Skip to Content
CityRealty Logo
The Federal Housing Administration (FHA) announced yesterday that its cash reserves had declined significantly in the last year and that it was therefore tightening its loan standards.

It released to Congress an annual independent audit that indicated that its reserves were now 0.53 percent of its total portfolio, far below the 2 percent mandated minimum set by Congress.

The audit indicated that the agency "has sustained significant losses from loans made before 2009, and the capital reserve ratio has fallen below the congressionally mandated threshold, but concludes that under most economic scenarios considered FHA's reserves would remain above zero."

The lead article in today's edition of The New York Times by David Streitfeld said that "in 2007, just before housing prices began their worst slump in decades, the reserves were above 6 percent," adding that "Ann Schnare, a consultant who has analyzed the F.H.A. balance sheet, put the situation this way: 'They're running on empty.'"

In a statement, David H. Stevens, the F.H.A. commissioner, said that "there are real risks to the FHA and we are aggressively addressing those real risks with real reforms."

"The volume of FHA insurance guarantees has increased since 2008, as private sources of mortgage finance have retreated from the market. Nearly 80 percent of FHA's purchase-loan borrowers in 2009 were first-time homebuyers. In the second quarter of 2009, nearly 50 percent of all first-time buyers in the entire housing market used FHA-insured loans. The new lending is being done as FHA has halted the seller-financed down payment assistance program, tightened underwriting standards on streamline refinances, increased oversight of lenders, and is considering additional prudent measures," the agency's statement maintained.

"The quality of new loans insured by FHA has improved on several metrics," it continued, "including average borrower credit score: the average borrower FICO score today is 693 compared to 633 two years ago."

The audit noted that the agency "insured 995,590 purchase loans and 836,528 refinances in FY 2009, almost 30 percent of total purchases and 20 percent of total refinances in the housing market."

According to the Mortgage Bankers Association National Deliquency Survey for the Second Quarter of this year, illustrated in the accompanying chart, subprime deliquencies of more than 90 times climbed from about 6 percent in the second quarter of 2005 to about 27 percent in the second quarter of this year while FHA deliquencies in the same period climbed only from about 5 percent to about 7.5 percent and prime deliquencies from less than 1 percent to more than 5 percent.
Architecture Critic Carter Horsley Since 1997, Carter B. Horsley has been the editorial director of CityRealty. He began his journalistic career at The New York Times in 1961 where he spent 26 years as a reporter specializing in real estate & architectural news. In 1987, he became the architecture critic and real estate editor of The New York Post.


◆ **YOUR TASK**
Among these entries, how many lines contain "angle"? Say the number and nothing else.

Segment Start: DATASET ENTRIES

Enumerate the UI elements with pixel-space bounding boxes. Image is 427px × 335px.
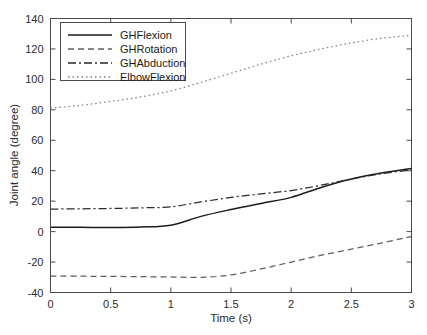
- x-axis-title: Time (s): [210, 312, 252, 324]
- x-tick-label: 1.5: [223, 298, 238, 310]
- x-tick-label: 0: [47, 298, 53, 310]
- y-tick-label: 0: [37, 226, 43, 238]
- x-tick-label: 3: [408, 298, 414, 310]
- x-tick-label: 2: [288, 298, 294, 310]
- joint-angle-line-chart: -40-20020406080100120140 00.511.522.53 J…: [0, 0, 427, 335]
- legend-label-ghrotation: GHRotation: [120, 43, 177, 55]
- caption-sliver: [4, 325, 424, 335]
- legend-label-ghflexion: GHFlexion: [120, 29, 172, 41]
- y-tick-label: -20: [28, 256, 44, 268]
- y-tick-label: 20: [31, 195, 43, 207]
- y-tick-label: -40: [28, 287, 44, 299]
- y-axis-title: Joint angle (degree): [8, 104, 20, 206]
- x-tick-label: 0.5: [103, 298, 118, 310]
- y-tick-label: 100: [25, 73, 43, 85]
- x-tick-label: 1: [168, 298, 174, 310]
- y-tick-label: 120: [25, 43, 43, 55]
- figure-container: -40-20020406080100120140 00.511.522.53 J…: [0, 0, 427, 335]
- y-tick-label: 80: [31, 104, 43, 116]
- y-tick-label: 40: [31, 165, 43, 177]
- series-line-ghabduction: [51, 170, 412, 209]
- series-line-ghrotation: [51, 236, 412, 277]
- legend-label-elbowflexion: ElbowFlexion: [120, 71, 185, 83]
- y-tick-label: 60: [31, 134, 43, 146]
- y-tick-label: 140: [25, 13, 43, 25]
- legend: GHFlexionGHRotationGHAbductionElbowFlexi…: [61, 23, 186, 84]
- legend-label-ghabduction: GHAbduction: [120, 57, 185, 69]
- x-tick-label: 2.5: [344, 298, 359, 310]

Segment End: DATASET ENTRIES

◆ **RESPONSE**
2